When the Justice Secretary Chris Grayling
recently announced his intention to reform the British prison system, I couldn’t have agreed more. British prisons are badly in need of reform. Since their ‘privatisation’ – that is, the wholesale of buildings and inmates to G4S, – prisons on the island have become even more overcrowded, insulting of the dignity of the inmates, and completely oblivious of any rehabilitating function that they might be supposed to have. Much like in Britain’s motherland, the US, the prison system seems to have reverted to the gruesome pantomime of a Medieval vision of hell on earth. While the British government keeps waving the supposed superiority of Western culture
uber alles, its prison system has completely lost touch with those Enlightenment ideas of human dignity, that have contributed so much to the most decent aspects of our Western civilisation.
One would have expected Grayling to meditate cautiously on his role, possibly to read a book or two by people like Beccaria or Voltaire – Foucault might be too much for a Tory MP, – and finally to burst out in a beautiful announcement on the priority of human dignity over everything, even over the stiff rigour of the law. One would have expected Grayling to comment on the despicable regression of British prisons towards a Victorian model of workhouses, or on the highly dangerous passage of the most controversial of all State powers – the power to kidnap and enslave civilians, legally defined as ‘imprisonment’ – from the hands of the State to those of a private commercial company. In short, one would have expected Grayling to follow the claim of the Latin poet Terence that ‘I am a human being, I consider nothing that is human alien to me’ – and to act consequently.
But none of this happened. The Justice Secretary announced that prisoners have been having it too easy for too long. He said – and it is worth to quote the horror of his words in full – that “it is not right that some prisoners appear to be spending hours languishing in their cells and watching daytime television while the rest of the country goes out to work.” Prisoners will be denied TV, access to the gym even the possibility of wearing their own clothes. They will have to ‘earn’ these ‘privileges’ by working longer hours under the conditions of hyper-exploitation which characterise work inside prisons. They will have to crawl out of the pit of their worthlessness as painfully as they can.
It is hard to write anything after such words. Grayling’s pronouncements is so wrong on so many levels that challenging it intellectually is between superfluous and impossible. Grayling completely brushes over the delicate question of the legitimacy of the power of the State to kidnap its own citizens, and marches arrogantly towards the assumption that detention is the natural consequence for any disagreement between citizens and the laws of their State. He assumes that prisoners deserve nothing. That, by breaching the law, they have forced the State to lock them behind bars. ‘Look at what you made me do!’ shouts the abusive husband to his wife, while waving a broken bottle of beer. ‘Look at what you made us do!’ seems to be shouting Grayling, as he accuses his kidnapped fellow-citizens of being mere scroungers, ‘enjoying’ the ‘easy life’ of those who have been deprived even of the right to enjoy their life.
Perfectly in line with the astonishing illogicality of most articles appearing daily on newspapers such as the Daily Mail, the Sun or the Evening Standard, Grayling’s discourse is an obscene exhibition of complete logical non-sequitur. This wouldn’t be troubling, if only the ability to produce discourses endowed with complex sense wasn’t one of the defining characteristics of our species, as opposed to the rest of the animal kingdom. By relinquishing reason in favour of the barbarous pathos of declarations such as these, people like Grayling and certain journalists don’t merely produce low political propaganda at the expense of suffering humans such as prisoners, migrants and the poor. They threaten the very basis of our humanity, by functioning as active agents of our regression to our cousins the chimpanzees. If their insult to reason was to be considered a crime – just as stealing a bottle of water was considered a crime during the riots of 2011 – it would most definitely be a crime against humanity.
Whatever is left of humanity in this grim beginning of millennium is fast sinking below the Enlightened standards which painfully emerged after the darkness of the religious centuries, stretched almost uninterruptedly from the fall of the Roman Empire to the 18th century. Today, barbarism knocks back at our door, not under the bogey-man mask of the dangerous-brown-immigrant, but as the inner collapse of our own human dignity and reason.
Voltaire used to remark that the level of civilisation of a country can always be measured by the state of its prisons. One could only wonder what he would make of today's Barbaritannia.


> [Assignment]:
Find the lines below in which the string "span" occurs. Copy each one.

> [Provided information]:
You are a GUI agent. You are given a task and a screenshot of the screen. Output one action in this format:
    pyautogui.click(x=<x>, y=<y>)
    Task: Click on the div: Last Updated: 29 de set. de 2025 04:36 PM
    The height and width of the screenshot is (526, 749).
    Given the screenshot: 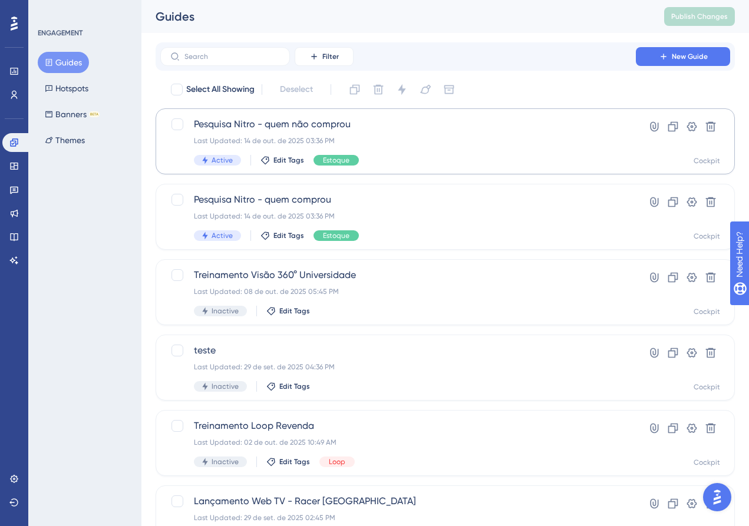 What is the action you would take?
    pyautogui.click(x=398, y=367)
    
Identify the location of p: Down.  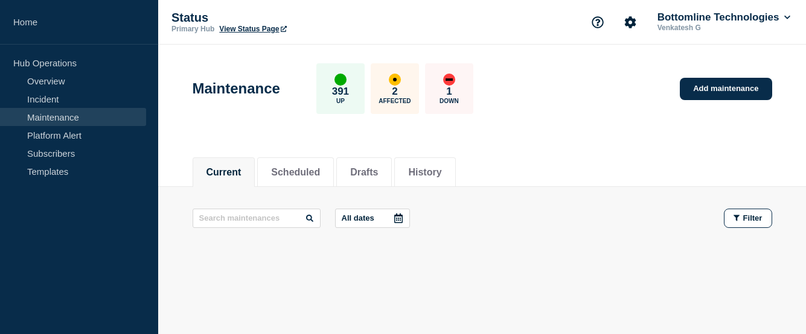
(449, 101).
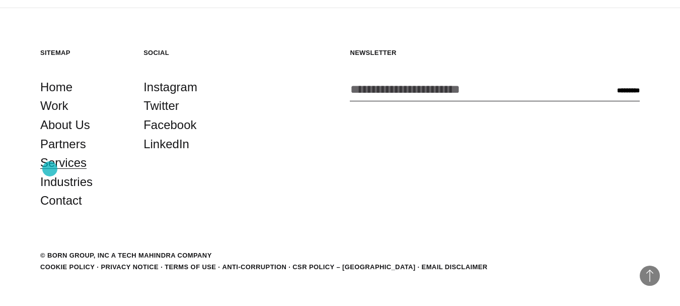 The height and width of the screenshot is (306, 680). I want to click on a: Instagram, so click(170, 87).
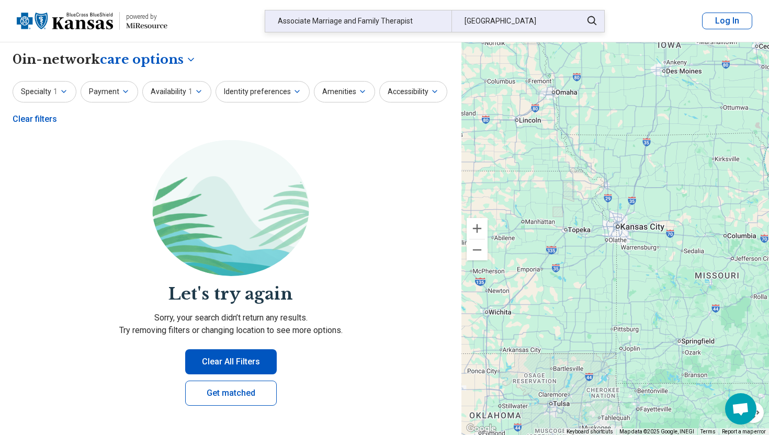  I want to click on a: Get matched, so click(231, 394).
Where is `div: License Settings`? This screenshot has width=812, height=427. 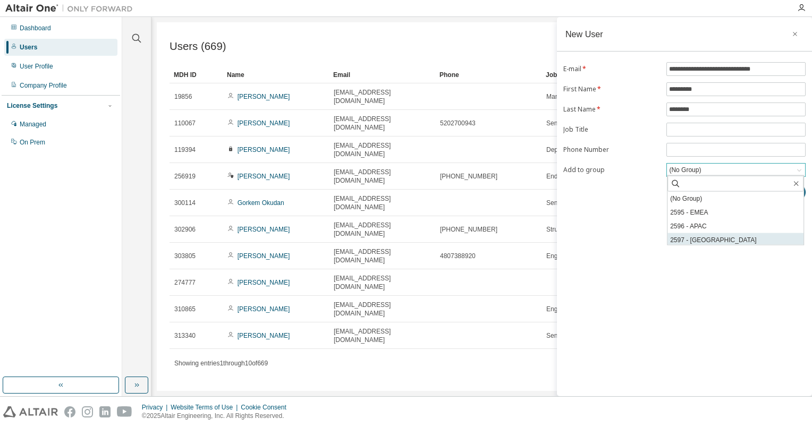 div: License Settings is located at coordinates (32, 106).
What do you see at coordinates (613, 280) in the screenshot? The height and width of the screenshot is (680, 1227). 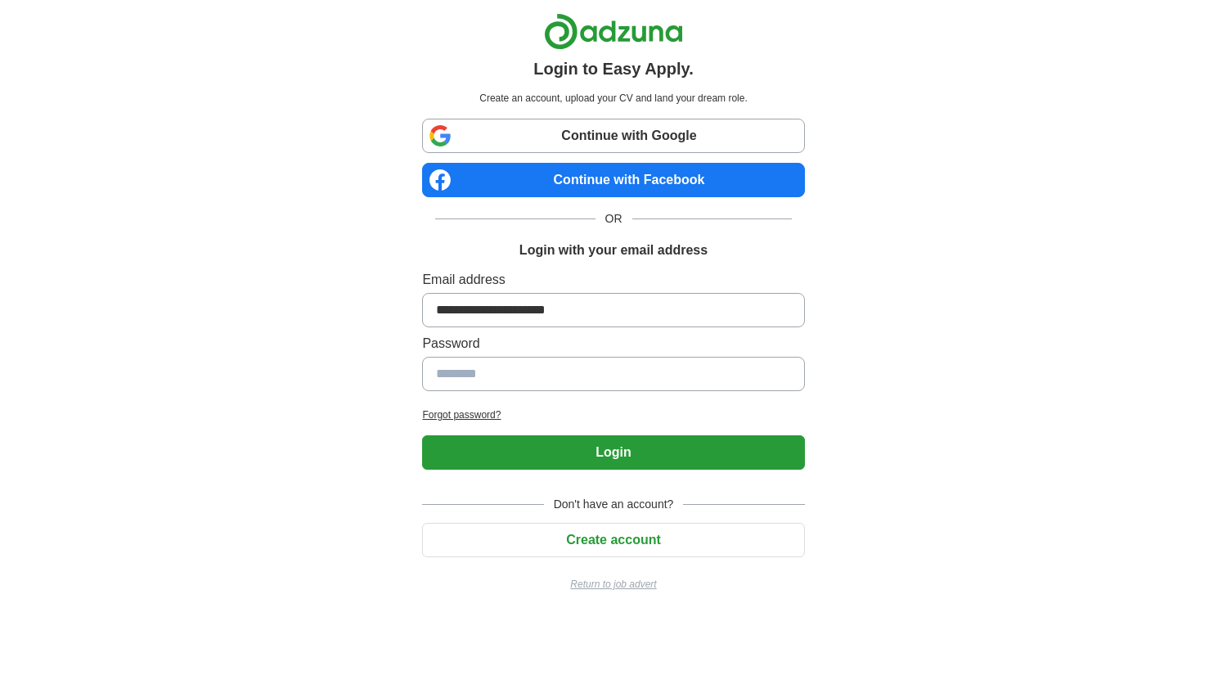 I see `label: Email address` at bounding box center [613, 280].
* * *
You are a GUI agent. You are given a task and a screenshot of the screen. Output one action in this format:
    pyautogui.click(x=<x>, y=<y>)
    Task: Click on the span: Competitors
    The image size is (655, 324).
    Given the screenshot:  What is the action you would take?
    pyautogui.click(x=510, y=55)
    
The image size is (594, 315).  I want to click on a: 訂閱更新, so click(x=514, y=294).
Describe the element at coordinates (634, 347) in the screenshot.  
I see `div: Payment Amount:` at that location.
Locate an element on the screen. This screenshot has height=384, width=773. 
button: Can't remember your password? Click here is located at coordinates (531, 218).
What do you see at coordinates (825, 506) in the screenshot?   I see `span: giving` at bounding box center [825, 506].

> [Reply]:
    Task: Click on the span: Competitors
What do you see at coordinates (825, 506) in the screenshot?   I see `span: giving` at bounding box center [825, 506].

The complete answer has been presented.